Abandoning the Path

There is a very cute video circulating on social media that shows twin toddlers making a decision about whether or not to eat a treat left on a table by their father. He gives them instructions to wait until he comes back to eat the fruit snacks. After dumping the snacks out in front of them, he goes off camera and immediately they look at each other with that “He’s gone! Let’s do it!” look. They giggle at each other and reach for the snacks, shoving them in their mouths and rocking side to side in fruit-snack glee. It is hilarious, especially for this Nana who has two sets of twin grandchildren.

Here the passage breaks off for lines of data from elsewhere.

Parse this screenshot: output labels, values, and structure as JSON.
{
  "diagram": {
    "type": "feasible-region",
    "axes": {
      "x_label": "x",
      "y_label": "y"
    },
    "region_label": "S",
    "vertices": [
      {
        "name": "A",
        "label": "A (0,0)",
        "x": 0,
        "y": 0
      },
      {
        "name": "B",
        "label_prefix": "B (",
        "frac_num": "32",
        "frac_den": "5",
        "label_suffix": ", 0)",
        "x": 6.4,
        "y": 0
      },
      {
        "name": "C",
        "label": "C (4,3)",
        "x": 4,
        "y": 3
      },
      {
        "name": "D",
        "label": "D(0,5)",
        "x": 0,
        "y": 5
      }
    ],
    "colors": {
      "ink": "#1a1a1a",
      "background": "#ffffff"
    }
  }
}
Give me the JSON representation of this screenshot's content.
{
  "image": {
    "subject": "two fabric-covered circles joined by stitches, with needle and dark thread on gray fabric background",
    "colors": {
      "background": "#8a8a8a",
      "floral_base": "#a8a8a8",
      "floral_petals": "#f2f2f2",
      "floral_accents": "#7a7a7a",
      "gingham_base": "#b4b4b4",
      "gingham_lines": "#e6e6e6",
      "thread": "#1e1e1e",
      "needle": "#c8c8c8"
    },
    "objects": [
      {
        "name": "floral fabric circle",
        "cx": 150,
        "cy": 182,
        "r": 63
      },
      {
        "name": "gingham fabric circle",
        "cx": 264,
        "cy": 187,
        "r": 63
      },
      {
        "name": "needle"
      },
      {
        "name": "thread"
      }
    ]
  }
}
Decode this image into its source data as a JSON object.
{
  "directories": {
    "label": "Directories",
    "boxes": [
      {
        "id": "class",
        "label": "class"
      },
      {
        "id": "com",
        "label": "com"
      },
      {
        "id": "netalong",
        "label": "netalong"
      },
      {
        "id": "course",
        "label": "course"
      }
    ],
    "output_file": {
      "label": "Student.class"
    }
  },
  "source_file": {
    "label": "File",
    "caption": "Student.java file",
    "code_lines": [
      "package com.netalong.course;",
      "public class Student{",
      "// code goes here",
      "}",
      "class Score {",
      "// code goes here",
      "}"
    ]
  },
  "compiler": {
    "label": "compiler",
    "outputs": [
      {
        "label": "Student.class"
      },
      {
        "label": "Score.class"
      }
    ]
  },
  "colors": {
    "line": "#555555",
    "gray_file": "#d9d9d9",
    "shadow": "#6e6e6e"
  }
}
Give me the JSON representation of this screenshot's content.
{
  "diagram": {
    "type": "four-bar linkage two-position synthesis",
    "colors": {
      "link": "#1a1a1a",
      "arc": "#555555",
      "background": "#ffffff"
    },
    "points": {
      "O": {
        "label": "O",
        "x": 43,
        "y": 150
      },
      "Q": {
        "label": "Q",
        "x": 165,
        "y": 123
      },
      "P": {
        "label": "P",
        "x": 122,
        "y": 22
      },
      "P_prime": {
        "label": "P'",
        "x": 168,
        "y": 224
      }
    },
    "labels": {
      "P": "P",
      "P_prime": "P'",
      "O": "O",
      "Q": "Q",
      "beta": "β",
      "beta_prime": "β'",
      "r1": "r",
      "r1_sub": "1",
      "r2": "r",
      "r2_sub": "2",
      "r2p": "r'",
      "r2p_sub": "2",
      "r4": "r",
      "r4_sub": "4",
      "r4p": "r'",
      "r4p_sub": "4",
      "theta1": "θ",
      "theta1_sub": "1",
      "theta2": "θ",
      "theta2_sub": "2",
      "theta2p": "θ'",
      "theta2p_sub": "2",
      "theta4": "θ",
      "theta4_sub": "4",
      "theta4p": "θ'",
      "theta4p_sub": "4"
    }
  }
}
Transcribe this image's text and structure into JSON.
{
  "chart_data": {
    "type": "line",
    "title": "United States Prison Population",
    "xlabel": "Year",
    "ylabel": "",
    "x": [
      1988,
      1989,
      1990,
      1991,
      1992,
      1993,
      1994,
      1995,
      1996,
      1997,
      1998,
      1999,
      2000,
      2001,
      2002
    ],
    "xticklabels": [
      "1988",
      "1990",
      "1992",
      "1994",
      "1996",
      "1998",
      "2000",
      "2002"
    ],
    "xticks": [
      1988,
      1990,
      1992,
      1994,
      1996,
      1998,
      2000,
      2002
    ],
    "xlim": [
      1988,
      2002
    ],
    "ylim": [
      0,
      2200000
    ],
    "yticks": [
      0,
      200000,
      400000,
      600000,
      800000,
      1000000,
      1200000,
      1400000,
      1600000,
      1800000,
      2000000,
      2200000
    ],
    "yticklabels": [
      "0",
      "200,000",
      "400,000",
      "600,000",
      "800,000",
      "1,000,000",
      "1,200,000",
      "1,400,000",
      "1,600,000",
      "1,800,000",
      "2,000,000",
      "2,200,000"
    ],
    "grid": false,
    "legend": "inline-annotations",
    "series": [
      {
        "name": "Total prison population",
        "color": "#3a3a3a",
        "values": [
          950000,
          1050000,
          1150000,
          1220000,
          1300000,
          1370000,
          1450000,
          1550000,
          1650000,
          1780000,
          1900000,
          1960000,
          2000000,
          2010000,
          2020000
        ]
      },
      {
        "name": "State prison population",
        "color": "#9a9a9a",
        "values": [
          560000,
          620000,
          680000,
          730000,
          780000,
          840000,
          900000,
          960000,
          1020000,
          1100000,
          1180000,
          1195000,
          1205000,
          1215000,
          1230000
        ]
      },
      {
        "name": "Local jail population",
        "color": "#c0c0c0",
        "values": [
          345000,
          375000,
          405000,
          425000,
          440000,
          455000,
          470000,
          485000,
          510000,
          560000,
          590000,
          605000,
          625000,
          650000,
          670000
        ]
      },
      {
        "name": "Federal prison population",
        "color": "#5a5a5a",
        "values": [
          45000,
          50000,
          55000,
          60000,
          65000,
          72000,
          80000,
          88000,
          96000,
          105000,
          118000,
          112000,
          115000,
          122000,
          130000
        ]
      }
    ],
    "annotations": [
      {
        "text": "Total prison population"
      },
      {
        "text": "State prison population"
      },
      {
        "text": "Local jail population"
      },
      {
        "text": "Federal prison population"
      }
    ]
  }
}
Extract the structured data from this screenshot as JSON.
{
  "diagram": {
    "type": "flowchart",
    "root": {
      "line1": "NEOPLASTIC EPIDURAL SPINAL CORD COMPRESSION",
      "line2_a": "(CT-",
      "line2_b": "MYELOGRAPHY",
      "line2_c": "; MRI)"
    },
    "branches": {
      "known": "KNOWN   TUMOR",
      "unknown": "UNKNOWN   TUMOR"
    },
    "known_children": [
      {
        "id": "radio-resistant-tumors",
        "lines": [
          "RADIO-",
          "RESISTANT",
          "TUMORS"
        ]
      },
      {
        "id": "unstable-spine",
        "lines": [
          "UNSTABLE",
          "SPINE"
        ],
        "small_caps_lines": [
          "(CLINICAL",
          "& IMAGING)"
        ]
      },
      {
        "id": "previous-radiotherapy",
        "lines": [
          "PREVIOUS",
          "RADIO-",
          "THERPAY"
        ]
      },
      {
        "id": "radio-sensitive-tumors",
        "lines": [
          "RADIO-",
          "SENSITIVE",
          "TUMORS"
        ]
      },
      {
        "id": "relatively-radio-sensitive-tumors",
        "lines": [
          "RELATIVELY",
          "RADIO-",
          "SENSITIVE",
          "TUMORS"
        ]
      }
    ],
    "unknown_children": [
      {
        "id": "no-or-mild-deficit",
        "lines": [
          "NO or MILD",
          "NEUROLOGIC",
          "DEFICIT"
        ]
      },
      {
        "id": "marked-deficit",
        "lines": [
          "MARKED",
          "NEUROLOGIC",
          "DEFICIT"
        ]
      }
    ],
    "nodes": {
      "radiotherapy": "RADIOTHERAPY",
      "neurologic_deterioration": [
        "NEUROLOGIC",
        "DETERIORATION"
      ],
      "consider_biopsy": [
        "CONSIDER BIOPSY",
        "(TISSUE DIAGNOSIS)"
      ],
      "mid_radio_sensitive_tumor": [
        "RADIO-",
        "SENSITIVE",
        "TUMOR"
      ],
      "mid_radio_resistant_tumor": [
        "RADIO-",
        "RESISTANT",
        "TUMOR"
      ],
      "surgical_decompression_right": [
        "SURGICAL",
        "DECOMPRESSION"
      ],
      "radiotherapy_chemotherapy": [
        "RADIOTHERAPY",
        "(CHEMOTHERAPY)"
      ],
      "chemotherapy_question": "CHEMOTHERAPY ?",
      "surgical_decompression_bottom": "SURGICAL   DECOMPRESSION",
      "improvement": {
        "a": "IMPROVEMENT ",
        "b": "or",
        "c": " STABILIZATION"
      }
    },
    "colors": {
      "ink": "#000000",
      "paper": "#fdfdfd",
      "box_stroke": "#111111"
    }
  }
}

They definitely conspire together!

We are those kids.

We have always been those kids. The minute God has his back turned for a just a hot second, we go off the rails and chaos ensues. Think I am overstating it? Ladies and Gentlemen, I give you the golden calf:

Exodus 32 (Common English Bible)

The Lord spoke to Moses: “Hurry up and go down! Your people, whom you brought up out of the land of Egypt, are ruining everything! They’ve already abandoned the path that I commanded. They have made a metal bull calf for themselves. They’ve bowed down to it and offered sacrifices to it and declared, ‘These are your gods, Israel, who brought you up out of the land of Egypt!’” The Lord said to Moses, “I’ve been watching these people, and I’ve seen how stubborn they are. 10 Now leave me alone! Let my fury burn and devour them. Then I’ll make a great nation out of you.”

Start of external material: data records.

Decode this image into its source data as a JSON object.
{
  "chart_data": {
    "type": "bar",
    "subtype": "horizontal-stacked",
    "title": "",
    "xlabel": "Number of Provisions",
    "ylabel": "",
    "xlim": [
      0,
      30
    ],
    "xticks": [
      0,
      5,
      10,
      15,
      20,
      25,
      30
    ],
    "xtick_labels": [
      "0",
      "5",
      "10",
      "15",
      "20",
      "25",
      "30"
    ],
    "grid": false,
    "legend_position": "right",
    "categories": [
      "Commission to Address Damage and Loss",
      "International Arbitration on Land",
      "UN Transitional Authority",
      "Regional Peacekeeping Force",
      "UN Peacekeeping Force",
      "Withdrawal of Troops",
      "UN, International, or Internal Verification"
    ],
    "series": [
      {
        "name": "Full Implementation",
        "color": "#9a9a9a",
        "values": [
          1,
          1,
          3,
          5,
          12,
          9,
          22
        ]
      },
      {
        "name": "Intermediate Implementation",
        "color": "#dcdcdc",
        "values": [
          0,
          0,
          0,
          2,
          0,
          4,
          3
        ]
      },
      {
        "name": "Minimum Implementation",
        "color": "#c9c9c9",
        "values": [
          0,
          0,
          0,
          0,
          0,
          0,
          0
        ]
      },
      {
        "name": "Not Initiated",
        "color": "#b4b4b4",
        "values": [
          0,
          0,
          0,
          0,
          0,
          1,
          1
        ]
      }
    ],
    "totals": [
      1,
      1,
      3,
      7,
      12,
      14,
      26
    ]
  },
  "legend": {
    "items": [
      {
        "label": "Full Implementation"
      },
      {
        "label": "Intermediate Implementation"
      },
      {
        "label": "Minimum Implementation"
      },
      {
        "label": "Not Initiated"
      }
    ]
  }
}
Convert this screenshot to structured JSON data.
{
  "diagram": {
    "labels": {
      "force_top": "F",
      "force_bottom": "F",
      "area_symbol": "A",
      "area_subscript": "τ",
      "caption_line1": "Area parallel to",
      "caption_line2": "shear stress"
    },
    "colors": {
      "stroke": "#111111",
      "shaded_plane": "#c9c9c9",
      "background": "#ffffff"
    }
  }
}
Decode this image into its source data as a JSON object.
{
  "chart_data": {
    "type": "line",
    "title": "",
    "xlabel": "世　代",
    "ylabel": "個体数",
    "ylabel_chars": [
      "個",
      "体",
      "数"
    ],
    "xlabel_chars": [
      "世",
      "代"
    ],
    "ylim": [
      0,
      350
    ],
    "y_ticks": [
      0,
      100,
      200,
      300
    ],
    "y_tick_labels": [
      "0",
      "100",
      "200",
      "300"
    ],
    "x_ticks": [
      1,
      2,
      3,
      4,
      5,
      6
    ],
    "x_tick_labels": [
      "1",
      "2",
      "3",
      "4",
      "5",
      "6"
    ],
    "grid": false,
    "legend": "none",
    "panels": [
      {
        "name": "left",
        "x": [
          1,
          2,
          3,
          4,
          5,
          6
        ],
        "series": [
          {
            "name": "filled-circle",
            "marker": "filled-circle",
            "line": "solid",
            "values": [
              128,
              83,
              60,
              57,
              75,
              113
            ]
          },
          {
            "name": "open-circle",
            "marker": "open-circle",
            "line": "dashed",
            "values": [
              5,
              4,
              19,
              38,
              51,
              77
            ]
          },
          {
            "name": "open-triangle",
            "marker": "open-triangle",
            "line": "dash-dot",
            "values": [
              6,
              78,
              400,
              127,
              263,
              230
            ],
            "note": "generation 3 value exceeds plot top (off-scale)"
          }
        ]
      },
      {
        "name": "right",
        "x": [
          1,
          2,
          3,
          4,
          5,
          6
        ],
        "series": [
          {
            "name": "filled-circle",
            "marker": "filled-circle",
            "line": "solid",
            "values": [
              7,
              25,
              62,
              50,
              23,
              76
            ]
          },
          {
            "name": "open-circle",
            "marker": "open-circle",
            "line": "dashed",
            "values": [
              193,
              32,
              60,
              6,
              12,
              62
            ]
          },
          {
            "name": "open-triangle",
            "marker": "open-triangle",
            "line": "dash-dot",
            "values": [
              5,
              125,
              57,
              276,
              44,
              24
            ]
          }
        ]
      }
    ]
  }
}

This is the worst thing that the redeemed and rescued Israelites could have done. God delivered them from Pharaoh’s enslavement, brought them through the Red Sea, obliterated Pharaoh’s army, and then just at the moment that God was delivering the Law to Moses on the top of Mt. Sinai, the rabble rousers below immediately make a false idol to worship.

What is your false idol? Do you bow down before your screens, your anger, your petty vengeance, your need to be right, your political ideology, your cheating, your arrogance … where have you turned your back on God? What shiny, golden thing has captured your attention?

Worship that thing at your peril, warns the Lord.

But Moses was able to intervene and pleaded with God for mercy. Luckily, God is full of mercy for his people.

11 But Moses pleaded with the Lord his God, “Lord, why does your fury burn against your own people, whom you brought out of the land of Egypt with great power and amazing force? 12 Why should the Egyptians say, ‘He had an evil plan to take the people out and kill them in the mountains and so wipe them off the earth’? Calm down your fierce anger. Change your mind about doing terrible things to your own people. 

Moses reminds God of his covenant with Abraham, and it worked. God’s anger was cooled and his compassion for his children was reignited.

13 Remember Abraham, Isaac, and Israel, your servants, whom you yourself promised, ‘I’ll make your descendants as many as the stars in the sky. And I’ve promised to give your descendants this whole land to possess for all time.’” 14 Then the Lord changed his mind about the terrible things he said he would do to his people.

But did he deserve to be treated that way, after all he had done for Israel? Certainly not. Neither does he deserve our apostasy when we put things or people on the throne in his place.

Consider what you idolize and let go of it so that you might return to God. His mercy is new every morning.